David Frum is of course famous for coining the term "the axis of evil" which the Bush administration used. But recently he has expressed doubts about the wisdom of wingnuttery. He begins with a statement by Susan Sontag in 1982, about how the right was more correct about communism than the left, and then reverses it:
Those estimates make intuitive sense as we assess the real-world effect of the crisis: the jobs lost, the homes foreclosed, the retirements shattered. When people tell me that I’ve changed my mind too much about too many things over the past four years, I can only point to the devastation wrought by this crisis and wonder: How closed must your thinking be if it isn’t affected by a disaster of such magnitude? And in fact, almost all of our thinking has been somehow affected: hence the drift of so many conservatives away from what used to be the mainstream market-oriented Washington Consensus toward Austrian economics and Ron Paul style hard-money libertarianism. The ground they and I used to occupy stands increasingly empty.There's an additional point worth making here: Paul Krugman is not some fanatic Marxist or Maoist. If anything, he is a fairly mainstream economist, and uses actual data and models as the basis for his opinion pieces. To discount what he writes simply because he is seen as someone's enemy is short-sighted.
If I can’t follow where most of my friends have gone, it is because I keep hearing Susan Sontag’s question in my ears. Or rather, a revised and updated version of that question:
Imagine, if you will, someone who read only the Wall Street Journal editorial page between 2000 and 2011, and someone in the same period who read only the collected columns of Paul Krugman. Which reader would have been better informed about the realities of the current economic crisis? The answer, I think, should give us pause. Can it be that our enemies were right?
But then that's what much of the political debate has turned into. The emotional reaction is used as the justification for ignoring someone's arguments altogether.
This is dangerous, because people now have not just their own opinions but their own "facts." I watched Fox News last weekend. The topics covered and how they are covered are utterly different from what you might read here or on any liberal blog. Many choose to get their information from only one major source. This means that our ideas about what is going on in the world have less and less common ground. No wonder, then, that our views on what should be done will diverge more and more, too.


WHAT YOU WILL DO
Scan the entries that follow for the word "from", then report every line in which it appears.

== Segment start ==

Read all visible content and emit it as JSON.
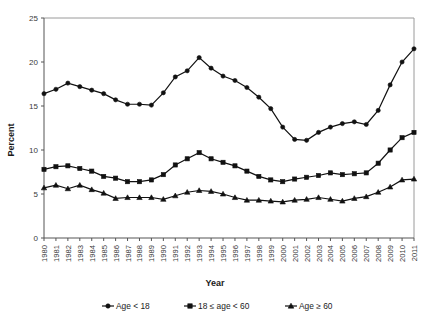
{
  "chart_data": {
    "type": "line",
    "title": "",
    "xlabel": "Year",
    "ylabel": "Percent",
    "ylim": [
      0,
      25
    ],
    "yticks": [
      0,
      5,
      10,
      15,
      20,
      25
    ],
    "grid": false,
    "legend_position": "bottom",
    "x": [
      "1980",
      "1981",
      "1982",
      "1983",
      "1984",
      "1985",
      "1986",
      "1987",
      "1988",
      "1989",
      "1990",
      "1991",
      "1992",
      "1993",
      "1994",
      "1995",
      "1996",
      "1997",
      "1998",
      "1999",
      "2000",
      "2001",
      "2002",
      "2003",
      "2004",
      "2005",
      "2006",
      "2007",
      "2008",
      "2009",
      "2010",
      "2011"
    ],
    "series": [
      {
        "name": "Age < 18",
        "marker": "circle",
        "values": [
          16.4,
          16.9,
          17.6,
          17.2,
          16.8,
          16.4,
          15.7,
          15.2,
          15.2,
          15.1,
          16.5,
          18.3,
          19.0,
          20.5,
          19.3,
          18.4,
          17.9,
          17.1,
          16.0,
          14.7,
          12.6,
          11.2,
          11.1,
          12.0,
          12.6,
          13.0,
          13.2,
          12.9,
          14.5,
          17.4,
          20.0,
          21.5
        ]
      },
      {
        "name": "18 ≤ age < 60",
        "marker": "square",
        "values": [
          7.8,
          8.1,
          8.2,
          7.9,
          7.6,
          7.0,
          6.8,
          6.4,
          6.4,
          6.6,
          7.2,
          8.3,
          9.0,
          9.7,
          9.0,
          8.6,
          8.2,
          7.6,
          7.0,
          6.6,
          6.4,
          6.7,
          6.9,
          7.1,
          7.4,
          7.2,
          7.3,
          7.4,
          8.5,
          10.0,
          11.4,
          12.0
        ]
      },
      {
        "name": "Age ≥ 60",
        "marker": "triangle",
        "values": [
          5.7,
          6.0,
          5.6,
          6.0,
          5.5,
          5.1,
          4.5,
          4.6,
          4.6,
          4.6,
          4.4,
          4.8,
          5.2,
          5.4,
          5.3,
          5.0,
          4.6,
          4.3,
          4.3,
          4.2,
          4.1,
          4.3,
          4.4,
          4.6,
          4.4,
          4.2,
          4.5,
          4.7,
          5.2,
          5.8,
          6.6,
          6.7
        ]
      }
    ]
  },
  "legend": {
    "items": [
      {
        "label": "Age < 18",
        "marker": "circle"
      },
      {
        "label": "18 ≤ age < 60",
        "marker": "square"
      },
      {
        "label": "Age ≥ 60",
        "marker": "triangle"
      }
    ]
  },
  "colors": {
    "series": "#111111",
    "axis": "#555555",
    "frame": "#9a9a9a",
    "background": "#ffffff"
  }
}
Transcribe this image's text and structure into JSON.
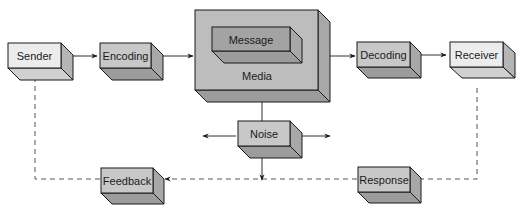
{
  "diagram": {
    "nodes": [
      {
        "id": "sender",
        "label": "Sender"
      },
      {
        "id": "encoding",
        "label": "Encoding"
      },
      {
        "id": "message",
        "label": "Message"
      },
      {
        "id": "media",
        "label": "Media"
      },
      {
        "id": "decoding",
        "label": "Decoding"
      },
      {
        "id": "receiver",
        "label": "Receiver"
      },
      {
        "id": "noise",
        "label": "Noise"
      },
      {
        "id": "response",
        "label": "Response"
      },
      {
        "id": "feedback",
        "label": "Feedback"
      }
    ],
    "edges": [
      {
        "from": "sender",
        "to": "encoding",
        "style": "solid"
      },
      {
        "from": "encoding",
        "to": "media",
        "style": "solid"
      },
      {
        "from": "media",
        "to": "decoding",
        "style": "solid"
      },
      {
        "from": "decoding",
        "to": "receiver",
        "style": "solid"
      },
      {
        "from": "noise",
        "to": "media",
        "style": "solid"
      },
      {
        "from": "noise",
        "to": "left",
        "style": "solid"
      },
      {
        "from": "noise",
        "to": "right",
        "style": "solid"
      },
      {
        "from": "noise",
        "to": "feedback-loop",
        "style": "solid"
      },
      {
        "from": "receiver",
        "to": "response",
        "style": "dashed"
      },
      {
        "from": "response",
        "to": "feedback",
        "style": "dashed"
      },
      {
        "from": "feedback",
        "to": "sender",
        "style": "dashed"
      }
    ],
    "colors": {
      "light_box": "#ececec",
      "mid_box": "#c8c8c8",
      "media_box": "#bdbdbd",
      "side_shade": "#a8a8a8",
      "bottom_shade": "#9c9c9c",
      "stroke": "#1a1a1a"
    }
  }
}
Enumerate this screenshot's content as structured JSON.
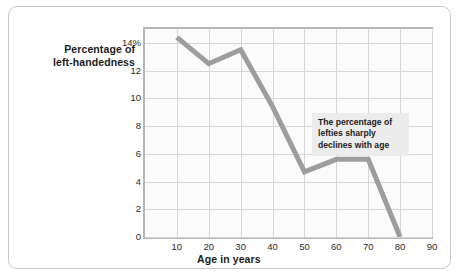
{
  "chart_data": {
    "type": "line",
    "title": "",
    "xlabel": "Age in years",
    "ylabel": "Percentage of left-handedness",
    "ylabel_line1": "Percentage of",
    "ylabel_line2": "left-handedness",
    "x": [
      10,
      20,
      30,
      40,
      50,
      60,
      70,
      80
    ],
    "values": [
      14.4,
      12.5,
      13.5,
      9.4,
      4.7,
      5.6,
      5.6,
      0
    ],
    "series": [
      {
        "name": "Percentage of left-handedness",
        "values": [
          14.4,
          12.5,
          13.5,
          9.4,
          4.7,
          5.6,
          5.6,
          0
        ],
        "color": "#9d9d9d"
      }
    ],
    "xlim": [
      0,
      90
    ],
    "ylim": [
      0,
      15
    ],
    "xticks": [
      "10",
      "20",
      "30",
      "40",
      "50",
      "60",
      "70",
      "80",
      "90"
    ],
    "xtick_values": [
      10,
      20,
      30,
      40,
      50,
      60,
      70,
      80,
      90
    ],
    "yticks": [
      "0",
      "2",
      "4",
      "6",
      "8",
      "10",
      "12",
      "14%"
    ],
    "ytick_values": [
      0,
      2,
      4,
      6,
      8,
      10,
      12,
      14
    ],
    "grid": true,
    "legend": "none",
    "annotations": [
      {
        "text": "The percentage of lefties sharply declines with age",
        "line1": "The percentage of",
        "line2": "lefties sharply",
        "line3": "declines with age"
      }
    ],
    "colors": {
      "line": "#9d9d9d",
      "grid": "#d6d6d6",
      "axis": "#b6b6b6",
      "plot_background": "#fbfbfb",
      "annotation_background": "#ececec",
      "card_border": "#c9c9c9",
      "text": "#1b1b1b"
    }
  }
}
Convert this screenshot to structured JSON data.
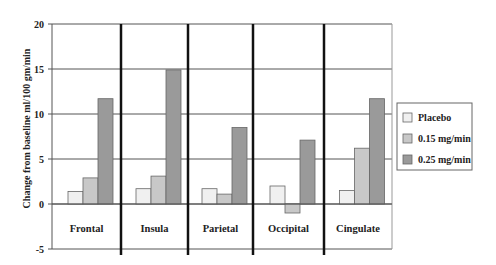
{
  "chart_data": {
    "type": "bar",
    "title": "",
    "xlabel": "",
    "ylabel": "Change from baseline ml/100 gm/min",
    "ylim": [
      -5,
      20
    ],
    "yticks": [
      -5,
      0,
      5,
      10,
      15,
      20
    ],
    "grid": true,
    "legend_position": "right",
    "categories": [
      "Frontal",
      "Insula",
      "Parietal",
      "Occipital",
      "Cingulate"
    ],
    "series": [
      {
        "name": "Placebo",
        "color": "#f0f0f0",
        "values": [
          1.4,
          1.7,
          1.7,
          2.0,
          1.5
        ]
      },
      {
        "name": "0.15 mg/min",
        "color": "#c8c8c8",
        "values": [
          2.9,
          3.1,
          1.1,
          -1.0,
          6.2
        ]
      },
      {
        "name": "0.25 mg/min",
        "color": "#9a9a9a",
        "values": [
          11.7,
          14.9,
          8.5,
          7.1,
          11.7
        ]
      }
    ]
  }
}
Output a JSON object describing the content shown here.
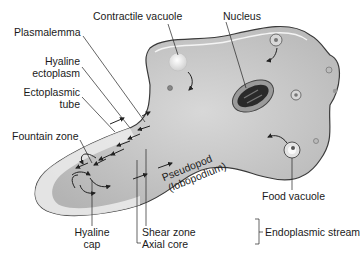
{
  "diagram": {
    "labels": {
      "contractile_vacuole": "Contractile vacuole",
      "nucleus": "Nucleus",
      "plasmalemma": "Plasmalemma",
      "hyaline_ectoplasm_1": "Hyaline",
      "hyaline_ectoplasm_2": "ectoplasm",
      "ectoplasmic_tube_1": "Ectoplasmic",
      "ectoplasmic_tube_2": "tube",
      "fountain_zone": "Fountain zone",
      "food_vacuole": "Food vacuole",
      "pseudopod_1": "Pseudopod",
      "pseudopod_2": "(lobopodium)",
      "hyaline_cap_1": "Hyaline",
      "hyaline_cap_2": "cap",
      "shear_zone": "Shear zone",
      "axial_core": "Axial core",
      "endoplasmic_stream": "Endoplasmic stream"
    },
    "colors": {
      "cell_fill": "#c9c9c9",
      "cell_outline": "#3a3a3a",
      "ectoplasm_fill": "#e6e6e6",
      "nucleus_fill": "#8a8a8a",
      "nucleus_core": "#2a2a2a",
      "leader_line": "#222222"
    }
  }
}
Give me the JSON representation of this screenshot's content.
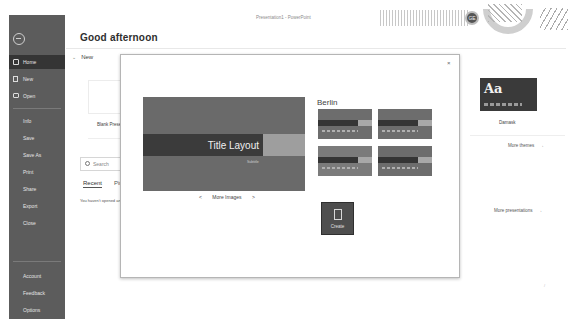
{
  "window": {
    "title": "Presentation1 - PowerPoint"
  },
  "header": {
    "greeting": "Good afternoon",
    "avatar_initials": "GE"
  },
  "sidebar": {
    "items": [
      {
        "label": "Home",
        "active": true
      },
      {
        "label": "New"
      },
      {
        "label": "Open"
      },
      {
        "label": "Info"
      },
      {
        "label": "Save"
      },
      {
        "label": "Save As"
      },
      {
        "label": "Print"
      },
      {
        "label": "Share"
      },
      {
        "label": "Export"
      },
      {
        "label": "Close"
      }
    ],
    "bottom_items": [
      {
        "label": "Account"
      },
      {
        "label": "Feedback"
      },
      {
        "label": "Options"
      }
    ]
  },
  "main": {
    "new_section_label": "New",
    "blank_presentation_label": "Blank Presentation",
    "search_placeholder": "Search",
    "tabs": [
      {
        "label": "Recent"
      },
      {
        "label": "Pinned"
      }
    ],
    "empty_message": "You haven't opened any presentations recently.",
    "right_theme_label": "Damask",
    "right_theme_glyph": "Aa",
    "more_themes_label": "More themes",
    "more_presentations_label": "More presentations",
    "arrow_glyph": "→"
  },
  "dialog": {
    "close_glyph": "×",
    "preview_title": "Title Layout",
    "preview_subtitle": "Subtitle",
    "prev_glyph": "<",
    "more_images_label": "More Images",
    "next_glyph": ">",
    "theme_name": "Berlin",
    "variants": [
      {
        "id": 1
      },
      {
        "id": 2
      },
      {
        "id": 3
      },
      {
        "id": 4
      }
    ],
    "create_label": "Create"
  },
  "colors": {
    "sidebar_bg": "#5c5c5c",
    "sidebar_active": "#353535",
    "preview_bg": "#6a6a6a",
    "create_btn": "#4e4e4e"
  }
}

== Segment end ==

RESULT OF THIS TASK
        "from": "sender",
        "from": "encoding",
        "from": "media",
        "from": "decoding",
        "from": "noise",
        "from": "noise",
        "from": "noise",
        "from": "noise",
        "from": "receiver",
        "from": "response",
        "from": "feedback",
    "ylabel": "Change from baseline ml/100 gm/min",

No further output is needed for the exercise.